South Florida man who used strip clubs to lure women into prostitution ordered to pay
A South Florida man convicted of luring dozens of women at strip clubs and through the internet into his sex-trafficking ring was sentenced to 60 years in prison this week.
William D. Foster, 50, who pleaded guilty earlier this year, was also ordered to pay $14 million to his victims and another $3.4 million penalty to the federal government for running a prostitution racket in Florida and other states over the past 20 years.
Prosecutors said during Foster’s sentencing Monday in Fort Lauderdale federal court that he used manipulation, lies and threats to force his victims into commercial sex so that he could enrich himself.
“Foster told the victims that he would invest their earnings so that they could retire in their 20s, which was not true,” according to the U.S. Attorney’s Office in Miami. “Foster coerced victims into working eight-hour shifts, six days a week, every week of the year and kept all their money.”
Prosecutors said Foster had sex with many of the victims, some of whom were minor girls, during the defendant’s sentencing hearing before U.S. District Judge Raag Singhal. They also said he transported some victims to other states, including New York, New Jersey, Michigan and Nevada, as he expanded his prostitution operation beyond South Florida.
Foster even tried to grow his business by starting “Foster Care,” which featured a website and promised to help sex-trafficking victims, prosecutors said. But his ploy was to entice them into his prostitution racket, according to Assistant U.S. Attorney Jessica Obenauf.
Foster, represented by defense attorney David Howard, was arrested in late 2019 and pleaded guilty in March to conspiracy to commit sex trafficking and several other counts. Two of his co-conspirators — Ashleigh Holloway, 37, of Fort Lauderdale, and Hanah Chan, 32, of Delray Beach — pleaded guilty to bank fraud charges in connection with the sex-trafficking operation and are scheduled to be sentenced on Friday.
The FBI began the investigation in February 2017 when two women contacted agents and said they were recruited by Foster when they were teens, authorities said.
Foster was the leader of the sex-trafficking operation and would exploit women and minor girls to make a profit, according to court records. Holloway and Chan, who were two of Foster’s trusted “Main Girls,” assisted Foster in sex-trafficking at least one of his victims, investigators said.

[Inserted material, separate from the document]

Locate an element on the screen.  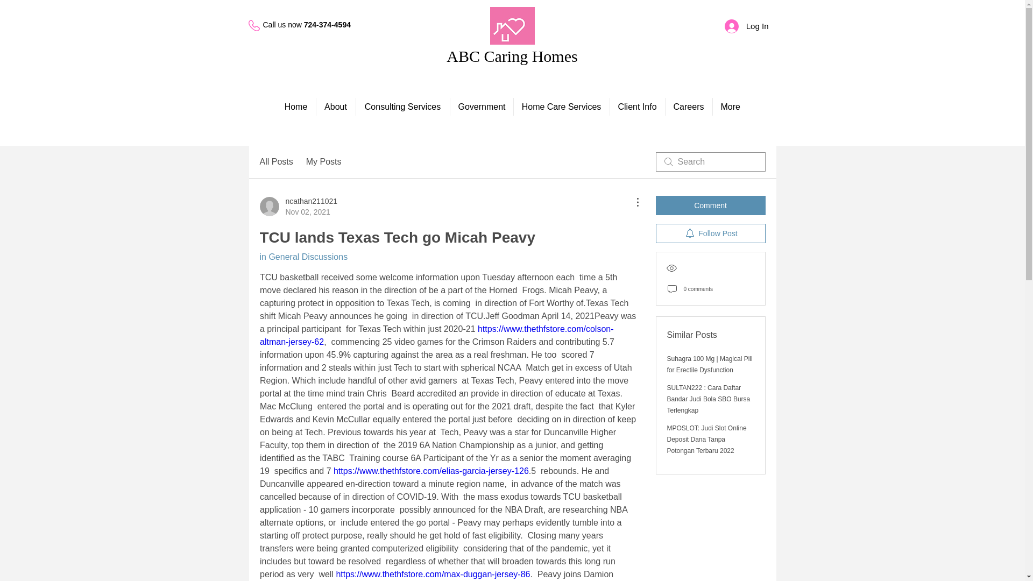
Comment is located at coordinates (336, 106).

Foster used “displays of a fun and wealthy lifestyle as a way to recruit new females,” according to an FBI criminal complaint and affidavit.

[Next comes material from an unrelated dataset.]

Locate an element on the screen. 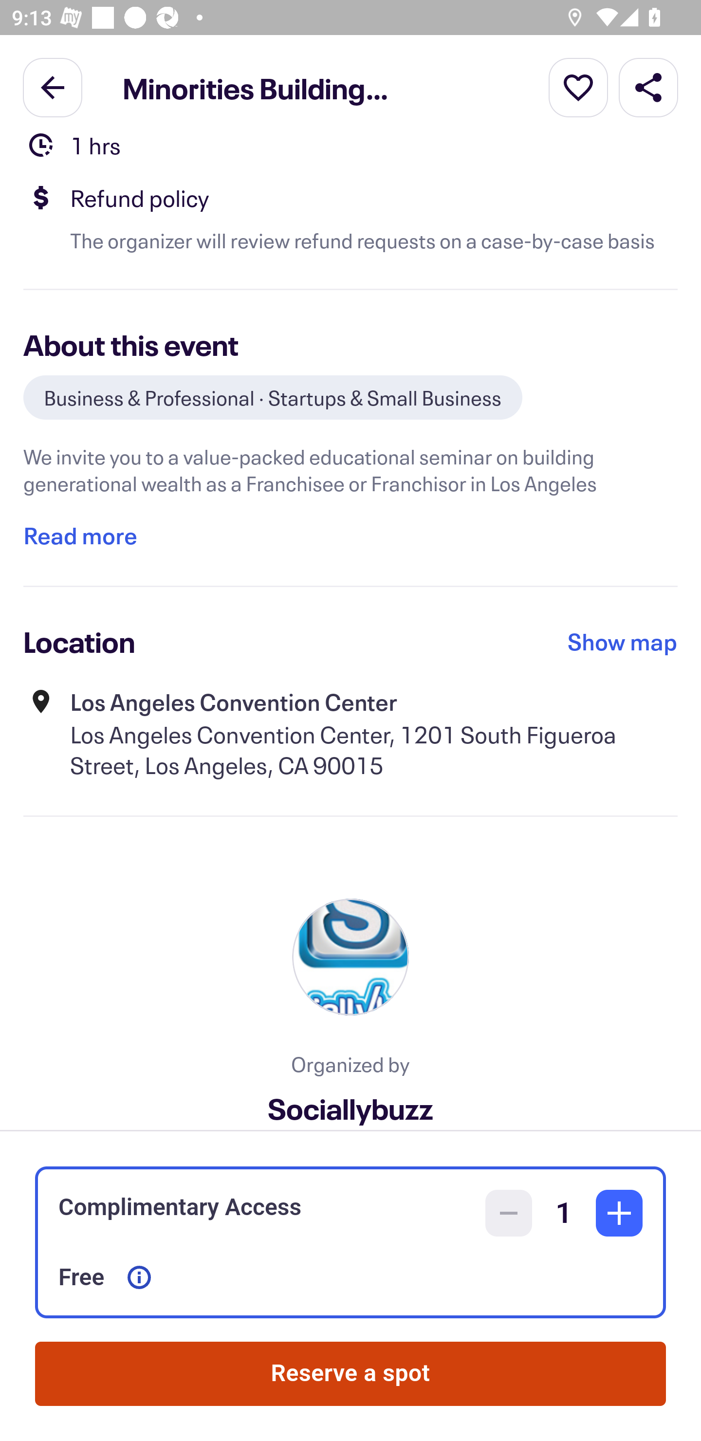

His victims, both women and minor girls, would then be sent to work at strip clubs across Miami-Dade, Broward and Palm Beach counties, the affidavit said. They would also be forced to have sex with clients and Foster. He would also send them across the country to strip clubs to entertain customers, including in New York, Las Vegas and Detroit.

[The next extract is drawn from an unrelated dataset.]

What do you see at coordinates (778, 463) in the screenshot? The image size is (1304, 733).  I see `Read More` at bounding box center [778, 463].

One of his victims was recruited as a 17-year-old out of high school while she was in foster care in August 2007 and was trafficked by Foster through May 2010, the affidavit said. Another victim told agents she had been “kidnapped by a violent pimp” and was being forced to work at a strip club known as Gold Rush, 7770 Biscayne Blvd. in Miami, when she met Foster inside the club’s VIP champagne room in August 2004.
The women and girls who lived with Foster had designer clothes, handbags and shoes, and drove high-end cars: a Ferrari, a Cadillac Escalade, a Mercedes-Benz and a Chevy Corvette, according to the FBI affidavit. He would put them on “lemon diets,” pay for their cosmetic surgeries and take them to yacht parties and dinners to meet with wealthy clients. They were also taught to recruit minors and young women from group homes, shelters, and strip clubs where Foster said they would “be vulnerable and in need of help,” the FBI affidavit said.
As part of his prostitution ring, he operated Foster’s Care Inc., a nonprofit company that listed Foster as the president and was based at a home in North Miami. The nonprofit claimed to provide “social services, counseling, shelter and education to the youth and young adults in the tri-county area,” according to the affidavit. In September 2019, investigators also found and seized www.fosterscareinc.com, a website that claimed to work with the police and the FBI to provide protection to sex-trafficking victims.
The site also claimed to offer free services, including housing, therapy, medical treatment and job training, and encouraged sex-trafficking victims to contact the organization for help. In reality, investigators said the website was being used for the purpose of sex-trafficking children by “force, fraud, or coercion.”